Given some positive integer \$n\$ generate all derangements of \$n\$ objects.
Details
- A derangement is a permutation with no fixed point. (This means in every derangement number \$i\$ cannot be in the \$i\$-th entry).
- The output should consist of derangements of the numbers \$(1,2,\ldots,n)\$ (or alternatively \$(0,1,2,\ldots,n-1)\$).
- You can alternatively always print derangements of \$(n,n-1,\ldots,1)\$ (or \$(n-1,n-2,\ldots,1,0)\$ respectively) but you have to specify so.
- The output has to be deterministic, that is whenever the program is called with some given \$n\$ as input, the output should be the same (which includes that the order of the derangements must remain the same), and the complete output must be done within a finite amount of time every time (it is not sufficient to do so with probability 1).
- You can assume that \$ n \geqslant 2\$
- For some given \$n\$ you can either generate all derangements or alternatively you can take another integer \$k\$ that serves as index and print the \$k\$-th derangement (in the order you chose).
Examples
Note that the order of the derangements does not have to be the same as listed here:
n=2: (2,1)
n=3: (2,3,1),(3,1,2)
n=4: (2,1,4,3),(2,3,4,1),(2,4,1,3), (3,1,4,2),(3,4,1,2),(3,4,2,1), (4,1,2,3),(4,3,1,2),(4,3,2,1)
OEIS A000166 counts the number of derangements.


▶ [EXERCISE GOAL]
Whichever lines include the word "CARTILAGE", copy them as they appear in the data.

▶ [AVAILABLE DATA]
+ + +

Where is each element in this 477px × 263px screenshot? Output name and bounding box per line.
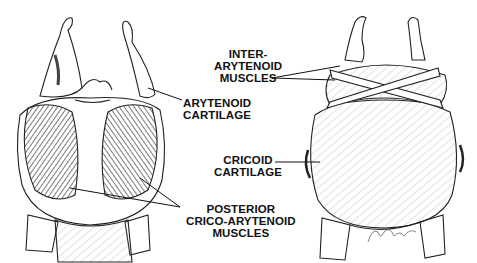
label-posterior-crico-arytenoid-muscles: POSTERIOR CRICO-ARYTENOID MUSCLES <box>186 203 296 239</box>
right-larynx-drawing <box>306 17 463 260</box>
label-arytenoid-cartilage: ARYTENOID CARTILAGE <box>183 97 251 121</box>
anatomy-figure: INTER- ARYTENOID MUSCLES ARYTENOID CARTI… <box>0 0 477 263</box>
label-line: INTER- <box>214 48 282 60</box>
label-line: CARTILAGE <box>214 166 282 178</box>
left-larynx-drawing <box>17 18 164 262</box>
label-line: CARTILAGE <box>183 109 251 121</box>
label-line: MUSCLES <box>186 227 296 239</box>
label-cricoid-cartilage: CRICOID CARTILAGE <box>214 154 282 178</box>
label-line: ARYTENOID <box>183 97 251 109</box>
label-line: ARYTENOID <box>214 60 282 72</box>
label-line: CRICOID <box>214 154 282 166</box>
label-line: CRICO-ARYTENOID <box>186 215 296 227</box>
label-inter-arytenoid-muscles: INTER- ARYTENOID MUSCLES <box>214 48 282 84</box>
label-line: MUSCLES <box>214 72 282 84</box>
label-line: POSTERIOR <box>186 203 296 215</box>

+ + +

▶ [FINAL ANSWER]
label-arytenoid-cartilage: ARYTENOID CARTILAGE <box>183 97 251 121</box>
label-line: CARTILAGE <box>214 166 282 178</box>
label-line: CARTILAGE <box>183 109 251 121</box>
label-cricoid-cartilage: CRICOID CARTILAGE <box>214 154 282 178</box>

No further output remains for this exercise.